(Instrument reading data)

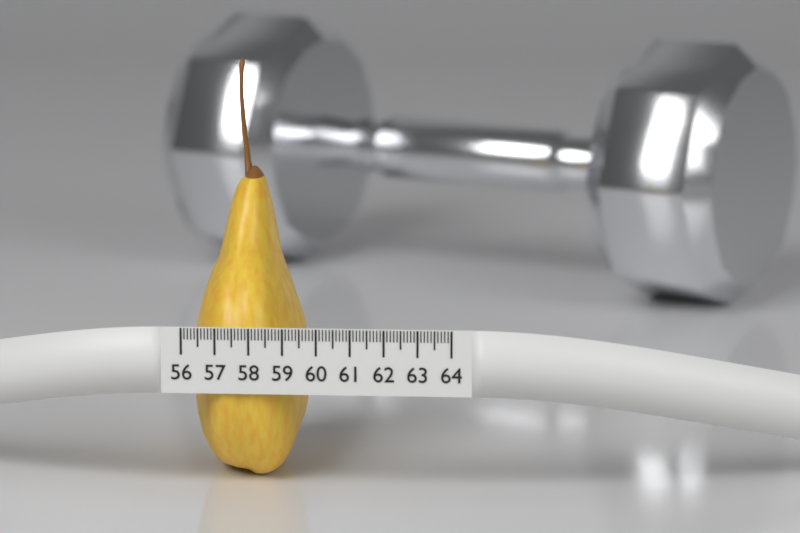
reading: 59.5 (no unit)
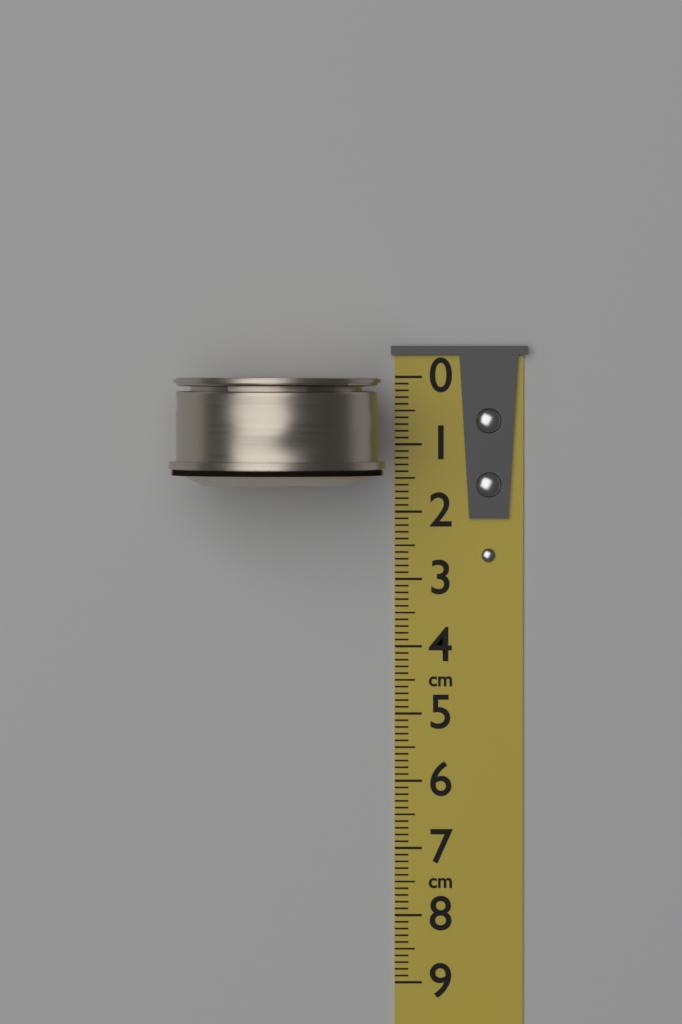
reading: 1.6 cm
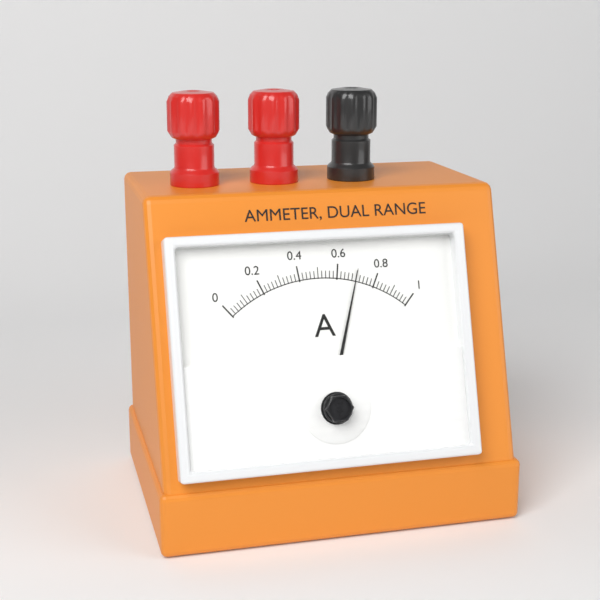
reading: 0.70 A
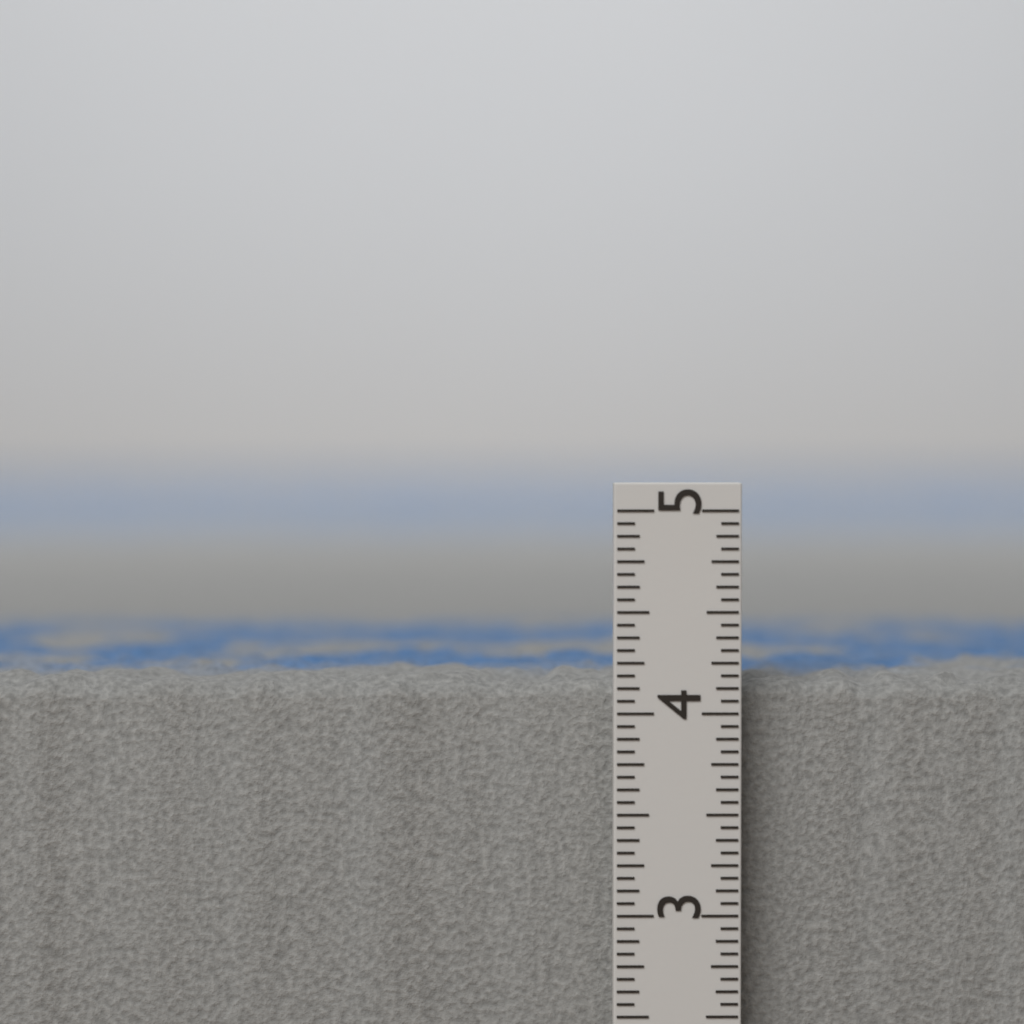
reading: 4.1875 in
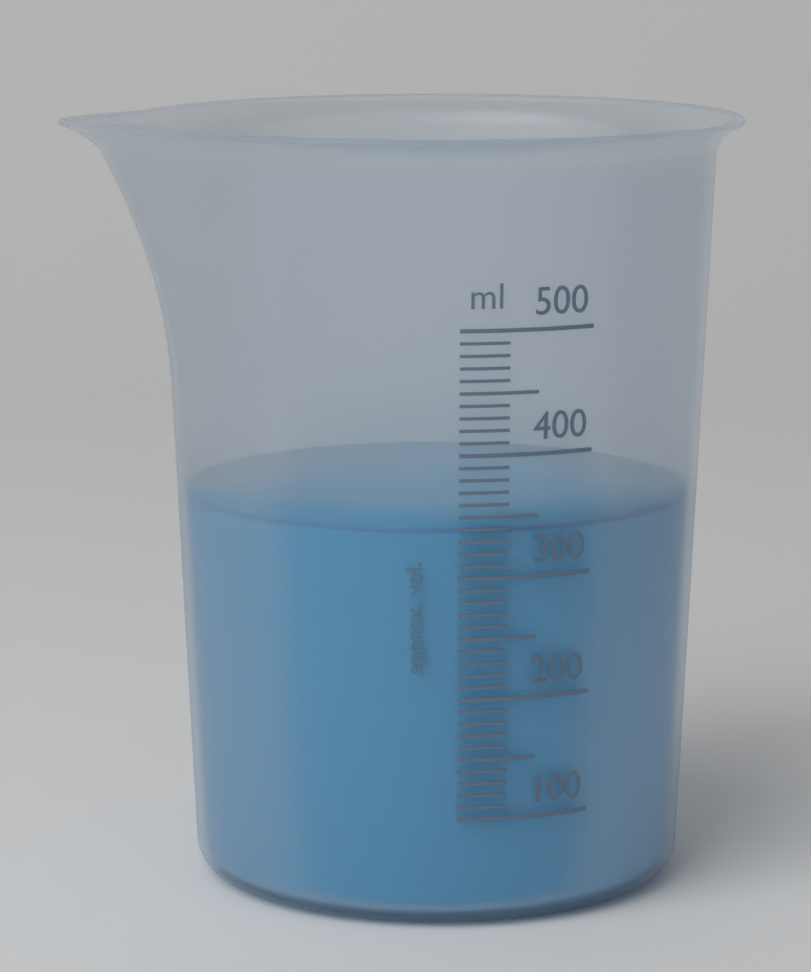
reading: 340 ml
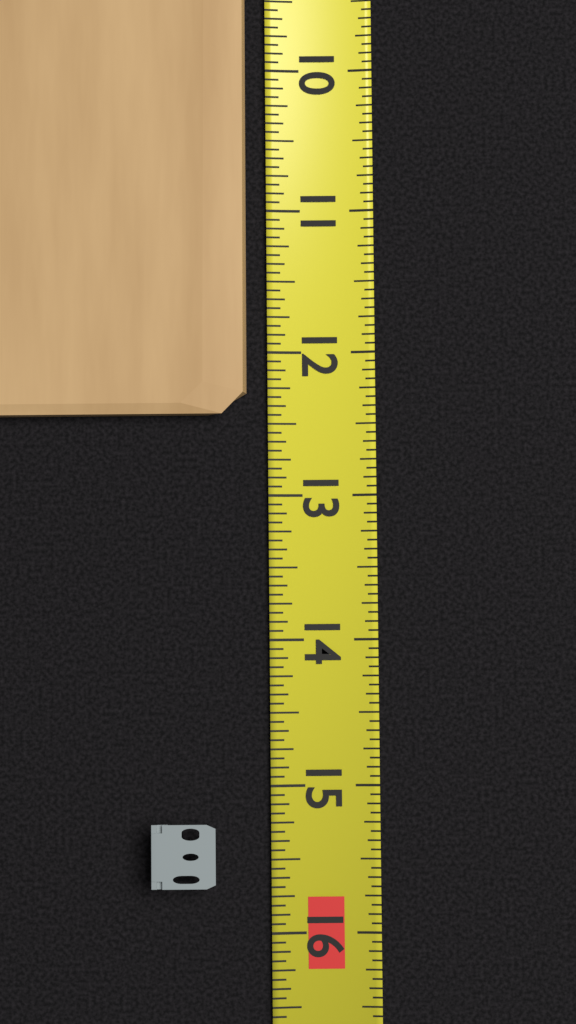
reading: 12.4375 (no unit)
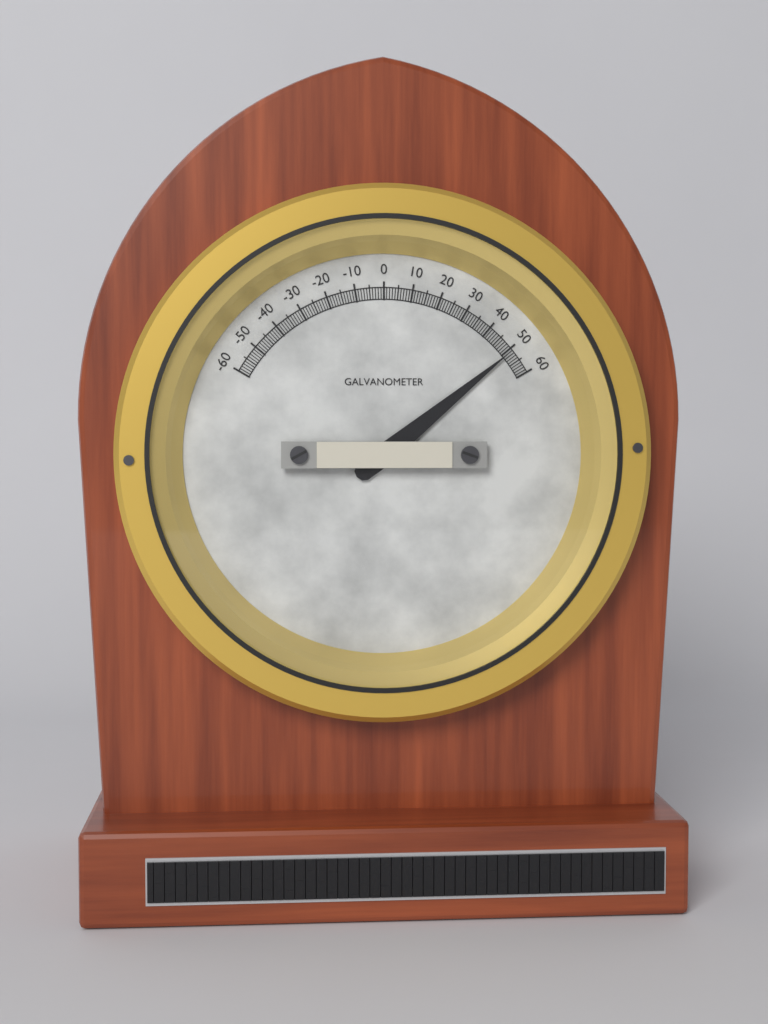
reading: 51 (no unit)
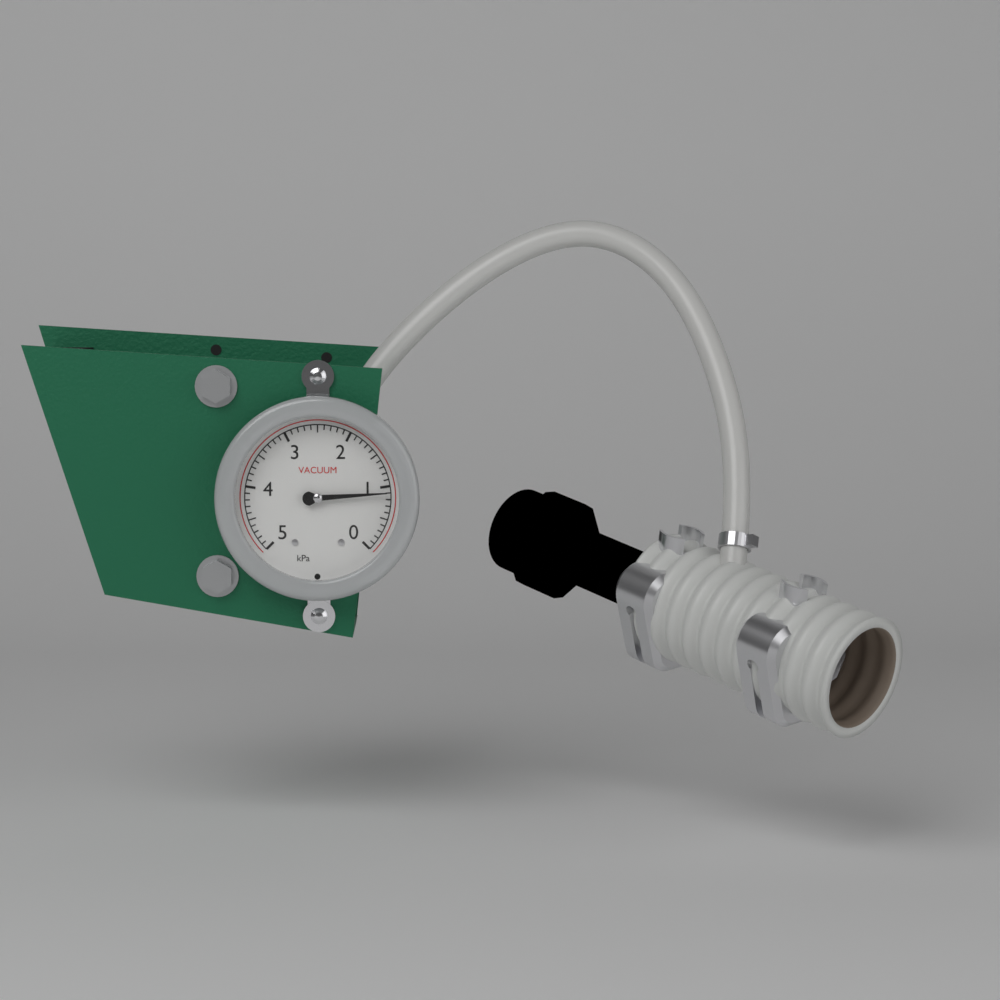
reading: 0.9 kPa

WHAT TO PRODUCE: Output all the data above verbatim, leaving out images.

SOLUTION FOR THIS TASK:
reading: 59.5 (no unit)
reading: 1.6 cm
reading: 0.70 A
reading: 4.1875 in
reading: 340 ml
reading: 12.4375 (no unit)
reading: 51 (no unit)
reading: 0.9 kPa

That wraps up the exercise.